Maureen Dowd: "A Cat Without Whiskers"
[Note: Did you catch Dick Cheney pretty much endorsing McCain on one of his whistlestops late this past week? Urgh.]
MoDo takes on John McCain and his almost outlandishly named campaign vehicle, "The Straight Talk Express" (straight, perhaps, as in straight into hell):
SEATTLE -- So some guy stands up after John McCain’s luncheon speech here yesterday to a group of business types and asks him a question.Read the rest here and MoDo's right: McCain really is into far right GOP pandering.
“I’ve seen in the press where in your run for the presidency, you’ve been sucking up to the religious right,” the man said, adding: “I was just wondering how soon do you predict a Republican candidate for president will start sucking up to the old Rockefeller wing of the Republican Party?”
Mr. McCain listened with his eyes downcast, then looked the man in the eye, smiled and replied: “I’m probably going to get in trouble, but what’s wrong with sucking up to everybody?” It was a flash of the old McCain, and the audience laughed.
Certainly, the senator has tried to worm his way into the affections of W. and the religious right: the Discovery Institute, a group that tries to derail Darwinism and promote the teaching of Intelligent Design, helped present the lunch, dismaying liberal bloggers who have tracked Mr. McCain’s devolution on evolution.

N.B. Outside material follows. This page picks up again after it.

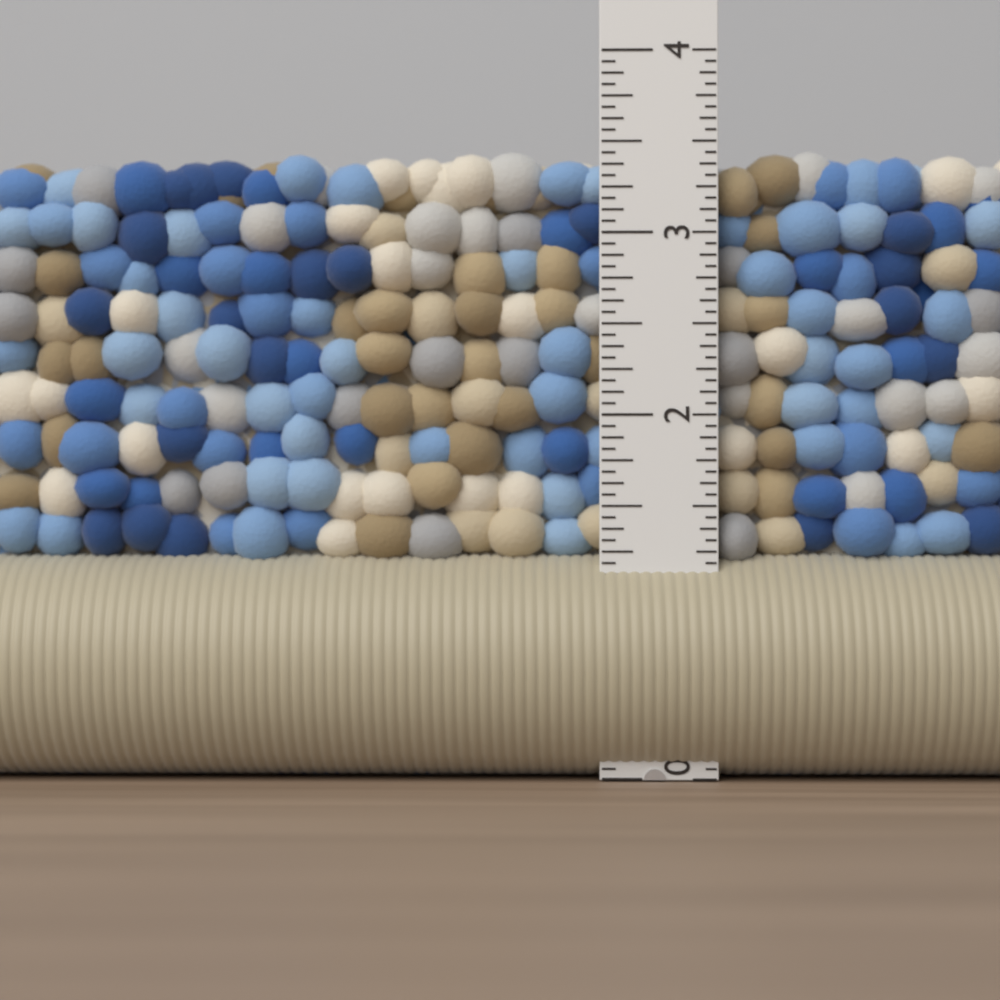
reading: 3.5000 in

A reporter asked the senator if his pandering on Roe v. Wade had made him “the darling and candidate of the ultra right wing?” ( In South Carolina earlier this week, he tried to get more evangelical street cred by advocating upending Roe v. Wade.) “I dispute that assertion,” he replied. “I believe that it was Dr. Dobson recently who said that he prayed that I would not receive the Republican nomination. I was just over at Starbucks this morning. and I talk everywhere, and I try to reach out to everyone.”
But there’s one huge group that he’s not pandering to: Americans.
Most Americans are sick and tired of watching things go hideously backward in Iraq and Afghanistan, and want someone to show them the way out. Mr. McCain is stuck on the bridge of a sinking policy with W. and Dick Cheney, who showed again this week that there is no bottom to his lunacy. The senator supported a war that didn’t need to be fought and is a cheerleader for a surge that won’t work.
It has left Mr. McCain, an Arizona Republican, once the most spontaneous of campaigners, off balance. He’s like a cat without its whiskers. When the moderator broached the subject of Iraq after lunch, Mr. McCain grimaced, stuck out his tongue a little and said sarcastically, “Thanks.”
Defending his stance, he sounds like a Bill Gates robot prototype, repeating in a monotone: “I believe we’ve got a new strategy and it can succeed. I can’t guarantee success. But I do believe firmly that if we get out now we risk chaos and genocide in the region.”
He was asked about Britain’s decision to withdraw 1,600 troops from Iraq. “Tony Blair, the prime minister, has shown great political courage,” Mr. McCain said. “He has literally sacrificed his political career because of Iraq, my friends,” because he thought “it was the right thing to do.”